Village guards among suspects in Turkish attack

BILGE, Turkey — A Turkish court charged at least eight people including government-linked village guards in the killing of 44 people at an engagement ceremony in the Kurdish-dominated southeast, the interior minister said.

The Monday night attack — in which masked assailants gunned down the betrothed couple, the Islamic cleric and many guests — was the result of a family feud, authorities said.

Weapons used in the attack belonged to the Bilge village’s guards, who are paid and armed by the state to fight alongside troops against rebels from the Kurdistan Workers Party, or PKK, Interior Minister Besir Atalay said.

“It is a disappointing factor that village guards are involved,” Atalay said. “There are village guards both among the dead and the suspects, and the weapons belong to village guards.”

Turkey has said its 70,000 or so village guards have protected remote villages and guided troops over a rugged terrain. But it has struggled over how to trim the force without releasing masses of trained fighters onto the streets of Turkey’s southeast, where unemployment in some areas reaches 50 percent.

A court today charged eight suspects for their alleged involvement in the attack, authorities said. Private CNN-Turk television said two more suspects were charged later, but authorities did not immediately confirm that. The state-run Anatolia news agency reported the total number of suspects charged at 12, but there was no immediate way to reconcile the differing accounts.

Authorities have said that some of the suspects were related to the victims, and that the attack turned many children into orphans.

“Thirty-one children lost both their mothers and fathers in the attack,” Fevzi Hamidi, a social service official, told private NTV television. “There are several others who lost either their mother or father.” Hamidi said the government would offer counciling to the survivors.

Prime Minister Recep Tayyip Erdogan said the attack was the “result of a feud between two families.”

Eight families with links to the suspects fled the village with their belongings today, saying they had received death threats from victims’ relatives, according to NTV. Earlier, soldiers had prevented a group of mourning women from attacking their houses, Anatolia said.

Justice Minister Sadullah Ergin said the suspects in custody had given conflicting accounts of the incident.

The village — in the impoverished Mardin province, near the border with Syria — is steeped in tradition, and clans have engaged in violence in the past to defend what they view as family honor. The rural area has also endured years of fighting between Turkish soldiers and Kurdish rebels, who are seeking more autonomy.

Mourners in Bilge, including women in long dresses and headscarves, sat crying and wailing beside the graves of slain relatives today. One held a man’s photograph close to her chest.

Journalists were allowed today to visit the house where the attack took place, and found walls riddled with bullet holes and all the windows shattered. Authorities had apparently removed blood-stained carpets, revealing bare, concrete floors.

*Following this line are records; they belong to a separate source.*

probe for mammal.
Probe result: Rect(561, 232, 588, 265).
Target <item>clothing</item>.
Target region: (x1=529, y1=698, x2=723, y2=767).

One 12-year-old said his mother was among those killed at the ceremony, during which he had stayed home with the rest of his family, according to Anatolia. He said they went to the house after hearing gunfire.

“There was blood everywhere,” Siddik Celebi was quoted as saying. “My father and villagers put everyone into cars. They took them to hospital. Then the bad news arrived. I heard that my mother had died. Besides my mother, I lost two uncles from my father’s side and two uncles from my mothers’ side.”